Embracing Flexibility for the Hybrid Workforce

The rise of hybrid work is one of the biggest shifts influencing what tenants need from your building. Many companies now blend remote and office work, which changes how they use space. As a result, office attendance is more variable than it used to be – some days may be busy while others are quiet. Globally, office occupancy levels have settled around 51–60% on a typical day, which is below pre-pandemic peaks but steadily climbing as firms encourage more in-person collaboration. 

Companies are also rethinking where they hire talent. According to the survey, 61% of organizations are adapting their real estate strategy to tap talent in multiple locations. In practice, this could mean maintaining smaller hubs in different cities, or allowing more remote work and thus needing less central office space. As a landlord or asset manager, flexibility is the name of the game. To retain tenants, you’ll want to accommodate their evolving needs in this hybrid era.

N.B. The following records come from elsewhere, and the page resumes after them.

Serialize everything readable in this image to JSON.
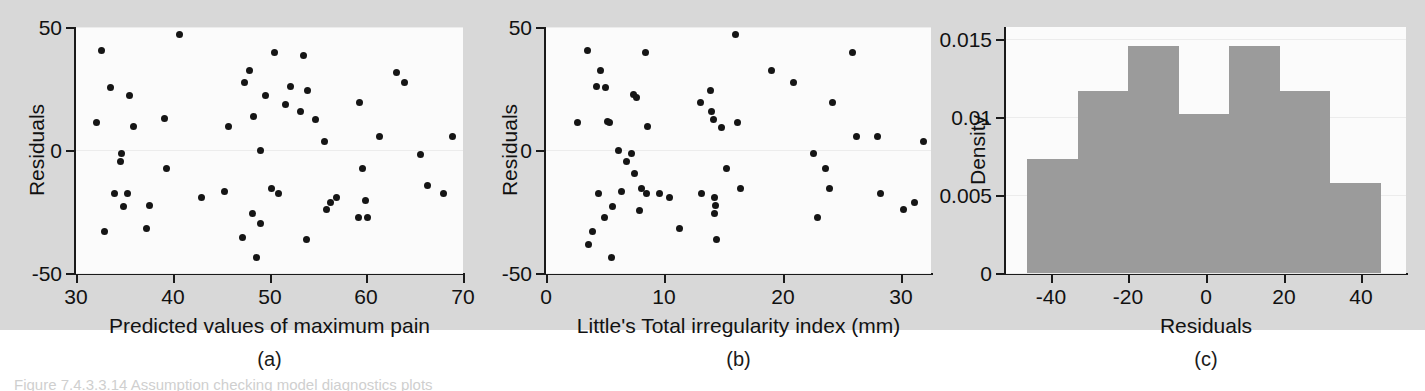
{
  "figure": {
    "background_color": "#ffffff",
    "panel_background_color": "#d8d8d8",
    "plot_background_color": "#fbfbfb",
    "marker_color": "#151515",
    "bar_color": "#9b9b9b",
    "axis_color": "#1a1a1a",
    "caption_truncated": "Figure 7.4.3.3.14 Assumption checking model diagnostics plots"
  },
  "panel_labels": {
    "a": "(a)",
    "b": "(b)",
    "c": "(c)"
  },
  "chart_data": [
    {
      "id": "panel-a",
      "type": "scatter",
      "title": "",
      "xlabel": "Predicted values of maximum pain",
      "ylabel": "Residuals",
      "xlim": [
        30,
        70
      ],
      "ylim": [
        -50,
        50
      ],
      "xticks": [
        30,
        40,
        50,
        60,
        70
      ],
      "yticks": [
        -50,
        0,
        50
      ],
      "xticklabels": [
        "30",
        "40",
        "50",
        "60",
        "70"
      ],
      "yticklabels": [
        "-50",
        "0",
        "50"
      ],
      "grid": true,
      "legend": null,
      "points": [
        [
          32.6,
          40.5
        ],
        [
          32.1,
          11.0
        ],
        [
          32.9,
          -33.0
        ],
        [
          33.6,
          25.5
        ],
        [
          34.0,
          -17.5
        ],
        [
          34.7,
          -1.5
        ],
        [
          34.6,
          -4.5
        ],
        [
          34.9,
          -23.0
        ],
        [
          35.5,
          22.0
        ],
        [
          35.3,
          -17.5
        ],
        [
          35.9,
          9.5
        ],
        [
          37.3,
          -32.0
        ],
        [
          37.6,
          -22.5
        ],
        [
          39.1,
          13.0
        ],
        [
          39.4,
          -7.5
        ],
        [
          40.7,
          47.0
        ],
        [
          43.0,
          -19.5
        ],
        [
          45.3,
          -17.0
        ],
        [
          45.8,
          9.5
        ],
        [
          47.2,
          -35.5
        ],
        [
          47.4,
          27.5
        ],
        [
          47.9,
          32.5
        ],
        [
          48.3,
          13.5
        ],
        [
          48.2,
          -26.0
        ],
        [
          48.7,
          -43.5
        ],
        [
          49.1,
          -30.0
        ],
        [
          49.6,
          22.0
        ],
        [
          49.1,
          0.0
        ],
        [
          50.5,
          39.5
        ],
        [
          50.2,
          -15.5
        ],
        [
          50.9,
          -17.5
        ],
        [
          51.7,
          18.5
        ],
        [
          52.2,
          26.0
        ],
        [
          53.5,
          38.5
        ],
        [
          53.2,
          15.5
        ],
        [
          53.9,
          24.0
        ],
        [
          53.8,
          -36.5
        ],
        [
          54.8,
          12.5
        ],
        [
          55.7,
          3.5
        ],
        [
          55.9,
          -24.0
        ],
        [
          56.3,
          -21.5
        ],
        [
          56.9,
          -19.5
        ],
        [
          59.3,
          19.5
        ],
        [
          59.6,
          -7.5
        ],
        [
          59.2,
          -27.5
        ],
        [
          59.9,
          -20.5
        ],
        [
          60.1,
          -27.5
        ],
        [
          61.4,
          5.5
        ],
        [
          63.1,
          31.5
        ],
        [
          64.0,
          27.5
        ],
        [
          65.6,
          -2.0
        ],
        [
          66.3,
          -14.5
        ],
        [
          68.0,
          -17.5
        ],
        [
          68.9,
          5.5
        ]
      ]
    },
    {
      "id": "panel-b",
      "type": "scatter",
      "title": "",
      "xlabel": "Little's Total irregularity index (mm)",
      "ylabel": "Residuals",
      "xlim": [
        0,
        32.5
      ],
      "ylim": [
        -50,
        50
      ],
      "xticks": [
        0,
        10,
        20,
        30
      ],
      "yticks": [
        -50,
        0,
        50
      ],
      "xticklabels": [
        "0",
        "10",
        "20",
        "30"
      ],
      "yticklabels": [
        "-50",
        "0",
        "50"
      ],
      "grid": true,
      "legend": null,
      "points": [
        [
          2.7,
          11.0
        ],
        [
          3.5,
          40.5
        ],
        [
          3.6,
          -38.5
        ],
        [
          3.9,
          -33.0
        ],
        [
          4.3,
          26.0
        ],
        [
          4.4,
          -17.5
        ],
        [
          4.6,
          32.5
        ],
        [
          4.9,
          -27.5
        ],
        [
          5.0,
          25.5
        ],
        [
          5.2,
          11.5
        ],
        [
          5.4,
          11.0
        ],
        [
          5.6,
          -23.0
        ],
        [
          5.5,
          -43.5
        ],
        [
          6.1,
          0.0
        ],
        [
          6.4,
          -17.0
        ],
        [
          6.8,
          -4.5
        ],
        [
          7.2,
          -1.5
        ],
        [
          7.4,
          22.5
        ],
        [
          7.6,
          21.5
        ],
        [
          7.5,
          -9.5
        ],
        [
          7.9,
          -24.5
        ],
        [
          8.1,
          -15.5
        ],
        [
          8.4,
          39.5
        ],
        [
          8.6,
          9.5
        ],
        [
          8.5,
          -17.5
        ],
        [
          9.6,
          -17.5
        ],
        [
          10.4,
          -19.5
        ],
        [
          11.3,
          -32.0
        ],
        [
          13.0,
          19.5
        ],
        [
          13.1,
          -17.5
        ],
        [
          13.9,
          24.0
        ],
        [
          14.0,
          15.5
        ],
        [
          14.1,
          12.5
        ],
        [
          14.2,
          -19.5
        ],
        [
          14.3,
          -22.5
        ],
        [
          14.2,
          -26.0
        ],
        [
          14.4,
          -36.5
        ],
        [
          14.8,
          9.0
        ],
        [
          15.2,
          -7.5
        ],
        [
          16.0,
          47.0
        ],
        [
          16.2,
          11.0
        ],
        [
          16.4,
          -15.5
        ],
        [
          19.0,
          32.5
        ],
        [
          20.9,
          27.5
        ],
        [
          22.6,
          -1.5
        ],
        [
          22.9,
          -27.5
        ],
        [
          23.6,
          -7.5
        ],
        [
          23.9,
          -15.5
        ],
        [
          24.2,
          19.5
        ],
        [
          25.9,
          39.5
        ],
        [
          26.2,
          5.5
        ],
        [
          28.0,
          5.5
        ],
        [
          28.2,
          -17.5
        ],
        [
          30.2,
          -24.0
        ],
        [
          31.1,
          -21.5
        ],
        [
          31.9,
          3.5
        ]
      ]
    },
    {
      "id": "panel-c",
      "type": "bar",
      "subtype": "histogram",
      "title": "",
      "xlabel": "Residuals",
      "ylabel": "Density",
      "xlim": [
        -51.5,
        51.5
      ],
      "ylim": [
        0,
        0.0158
      ],
      "xticks": [
        -40,
        -20,
        0,
        20,
        40
      ],
      "yticks": [
        0,
        0.005,
        0.01,
        0.015
      ],
      "xticklabels": [
        "-40",
        "-20",
        "0",
        "20",
        "40"
      ],
      "yticklabels": [
        "0",
        "0.005",
        "0.01",
        "0.015"
      ],
      "grid": true,
      "legend": null,
      "bin_edges": [
        -46,
        -33,
        -20,
        -7,
        6,
        19,
        32,
        45
      ],
      "categories": [
        "-46 to -33",
        "-33 to -20",
        "-20 to -7",
        "-7 to 6",
        "6 to 19",
        "19 to 32",
        "32 to 45"
      ],
      "values": [
        0.0073,
        0.0117,
        0.0146,
        0.0102,
        0.0146,
        0.0117,
        0.0058
      ]
    }
  ]
}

This includes outfitting conference rooms with quality video conferencing gear, ensuring robust Wi-Fi and cellular coverage throughout the building, and perhaps offering touchdown spaces for employees who come in only occasionally. By making your property friendly to both in-person and remote-connected workers, you increase its appeal. Additionally, coordinate with your tenants on occupancy patterns. If, say, most tenants are in-office Tuesday through Thursday, you can concentrate services (like cafeterias or extra concierge staff) on those days, and scale back on lighter days to save cost – all without diminishing the tenant experience. 

Communicate openly with tenants about their future space plans and be ready to partner with them. If a tenant is unsure about how their headcount will change, you might offer scalable options or rights of first refusal on adjacent vacant space. They’ll see your property not as a rigid expense but as a versatile asset that supports their way of working, which is exactly what modern occupiers want.

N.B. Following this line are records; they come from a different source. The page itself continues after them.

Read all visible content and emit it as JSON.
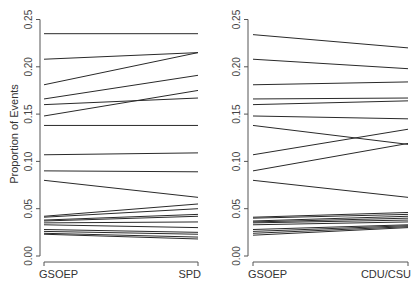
{
  "chart_data": [
    {
      "type": "line",
      "subtype": "slope",
      "title": "",
      "xlabel": "",
      "ylabel": "Proportion of Events",
      "categories": [
        "GSOEP",
        "SPD"
      ],
      "ylim": [
        0,
        0.25
      ],
      "yticks": [
        "0.00",
        "0.05",
        "0.10",
        "0.15",
        "0.20",
        "0.25"
      ],
      "grid": false,
      "series": [
        {
          "name": "s1",
          "values": [
            0.235,
            0.235
          ]
        },
        {
          "name": "s2",
          "values": [
            0.208,
            0.215
          ]
        },
        {
          "name": "s3",
          "values": [
            0.181,
            0.215
          ]
        },
        {
          "name": "s4",
          "values": [
            0.166,
            0.191
          ]
        },
        {
          "name": "s5",
          "values": [
            0.16,
            0.167
          ]
        },
        {
          "name": "s6",
          "values": [
            0.148,
            0.175
          ]
        },
        {
          "name": "s7",
          "values": [
            0.138,
            0.138
          ]
        },
        {
          "name": "s8",
          "values": [
            0.107,
            0.109
          ]
        },
        {
          "name": "s9",
          "values": [
            0.09,
            0.089
          ]
        },
        {
          "name": "s10",
          "values": [
            0.08,
            0.062
          ]
        },
        {
          "name": "s11",
          "values": [
            0.042,
            0.055
          ]
        },
        {
          "name": "s12",
          "values": [
            0.041,
            0.05
          ]
        },
        {
          "name": "s13",
          "values": [
            0.038,
            0.044
          ]
        },
        {
          "name": "s14",
          "values": [
            0.037,
            0.042
          ]
        },
        {
          "name": "s15",
          "values": [
            0.035,
            0.036
          ]
        },
        {
          "name": "s16",
          "values": [
            0.033,
            0.03
          ]
        },
        {
          "name": "s17",
          "values": [
            0.028,
            0.025
          ]
        },
        {
          "name": "s18",
          "values": [
            0.026,
            0.023
          ]
        },
        {
          "name": "s19",
          "values": [
            0.024,
            0.02
          ]
        },
        {
          "name": "s20",
          "values": [
            0.023,
            0.018
          ]
        }
      ]
    },
    {
      "type": "line",
      "subtype": "slope",
      "title": "",
      "xlabel": "",
      "ylabel": "",
      "categories": [
        "GSOEP",
        "CDU/CSU"
      ],
      "ylim": [
        0,
        0.25
      ],
      "yticks": [
        "0.00",
        "0.05",
        "0.10",
        "0.15",
        "0.20",
        "0.25"
      ],
      "grid": false,
      "series": [
        {
          "name": "s1",
          "values": [
            0.234,
            0.22
          ]
        },
        {
          "name": "s2",
          "values": [
            0.208,
            0.198
          ]
        },
        {
          "name": "s3",
          "values": [
            0.181,
            0.184
          ]
        },
        {
          "name": "s4",
          "values": [
            0.166,
            0.167
          ]
        },
        {
          "name": "s5",
          "values": [
            0.16,
            0.164
          ]
        },
        {
          "name": "s6",
          "values": [
            0.148,
            0.145
          ]
        },
        {
          "name": "s7",
          "values": [
            0.138,
            0.118
          ]
        },
        {
          "name": "s8",
          "values": [
            0.107,
            0.134
          ]
        },
        {
          "name": "s9",
          "values": [
            0.09,
            0.119
          ]
        },
        {
          "name": "s10",
          "values": [
            0.08,
            0.062
          ]
        },
        {
          "name": "s11",
          "values": [
            0.041,
            0.046
          ]
        },
        {
          "name": "s12",
          "values": [
            0.04,
            0.044
          ]
        },
        {
          "name": "s13",
          "values": [
            0.037,
            0.042
          ]
        },
        {
          "name": "s14",
          "values": [
            0.036,
            0.04
          ]
        },
        {
          "name": "s15",
          "values": [
            0.035,
            0.038
          ]
        },
        {
          "name": "s16",
          "values": [
            0.033,
            0.036
          ]
        },
        {
          "name": "s17",
          "values": [
            0.028,
            0.033
          ]
        },
        {
          "name": "s18",
          "values": [
            0.026,
            0.032
          ]
        },
        {
          "name": "s19",
          "values": [
            0.024,
            0.031
          ]
        },
        {
          "name": "s20",
          "values": [
            0.022,
            0.03
          ]
        }
      ]
    }
  ],
  "panels": [
    {
      "axis_x": 40,
      "cat_x": [
        44,
        198
      ]
    },
    {
      "axis_x": 248,
      "cat_x": [
        253,
        408
      ]
    }
  ],
  "ylabel": "Proportion of Events"
}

Redefining the Office’s Role and Your Property’s Value

As you look ahead, it’s clear the role of the office is being redefined. It’s no longer just a physical space – it’s a service that must earn its value every day by helping tenants support their people and operations. For owners and property managers, that shift comes with both pressure and opportunity. When you focus on what occupiers actually want – cost-effective building operations, a seamless tenant experience, clear metrics that tie to performance, and flexibility – your property becomes a strategic asset, not just a space for rent.

Achieving that kind of value isn’t simple, but it’s more possible than ever with the right tools. Cove’s commercial property management software brings tenant experience and building operations into one unified platform, helping you reduce software sprawl, improve service delivery, and give tenants a streamlined, modern experience. Instead of relying on separate systems for work orders, communication, amenity bookings, and building data, Cove keeps everything in one place — making your building easier to run and easier to love.

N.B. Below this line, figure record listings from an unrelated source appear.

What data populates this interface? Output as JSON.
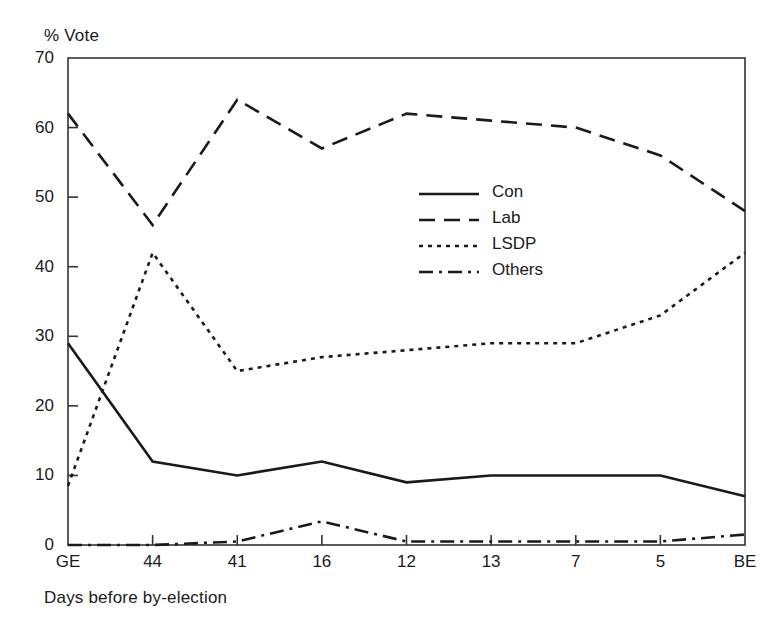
{
  "chart_data": {
    "type": "line",
    "title": "",
    "xlabel": "Days before by-election",
    "ylabel": "% Vote",
    "ylim": [
      0,
      70
    ],
    "ytick_labels": [
      "70",
      "60",
      "50",
      "40",
      "30",
      "20",
      "10",
      "0"
    ],
    "yticks": [
      70,
      60,
      50,
      40,
      30,
      20,
      10,
      0
    ],
    "grid": false,
    "legend_position": "center-right-inside",
    "categories": [
      "GE",
      "44",
      "41",
      "16",
      "12",
      "13",
      "7",
      "5",
      "BE"
    ],
    "series": [
      {
        "name": "Con",
        "style": "solid",
        "values": [
          29,
          12,
          10,
          12,
          9,
          10,
          10,
          10,
          7
        ]
      },
      {
        "name": "Lab",
        "style": "dashed",
        "values": [
          62,
          46,
          64,
          57,
          62,
          61,
          60,
          56,
          48
        ]
      },
      {
        "name": "LSDP",
        "style": "dotted",
        "values": [
          8.5,
          42,
          25,
          27,
          28,
          29,
          29,
          33,
          42
        ]
      },
      {
        "name": "Others",
        "style": "dashdot",
        "values": [
          0,
          0,
          0.5,
          3.4,
          0.5,
          0.5,
          0.5,
          0.5,
          1.5
        ]
      }
    ]
  },
  "axes": {
    "y_axis_title": "% Vote",
    "x_axis_title": "Days before by-election"
  },
  "legend": {
    "items": [
      {
        "label": "Con"
      },
      {
        "label": "Lab"
      },
      {
        "label": "LSDP"
      },
      {
        "label": "Others"
      }
    ]
  },
  "colors": {
    "line": "#1a1a1a",
    "axis": "#333333",
    "background": "#ffffff"
  }
}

Redefining your building’s role starts by asking: How is this space helping my tenants do their best work? Whether it’s by enabling more collaboration, running more efficiently, or giving tenants the flexibility to adapt, the properties that answer that question well are the ones that will thrive. Operators who lean into this new reality will earn stronger tenant loyalty, justify rental premiums, and build more resilient portfolios. Because today, value isn’t just about cost control — it’s about how your building performs for the people inside.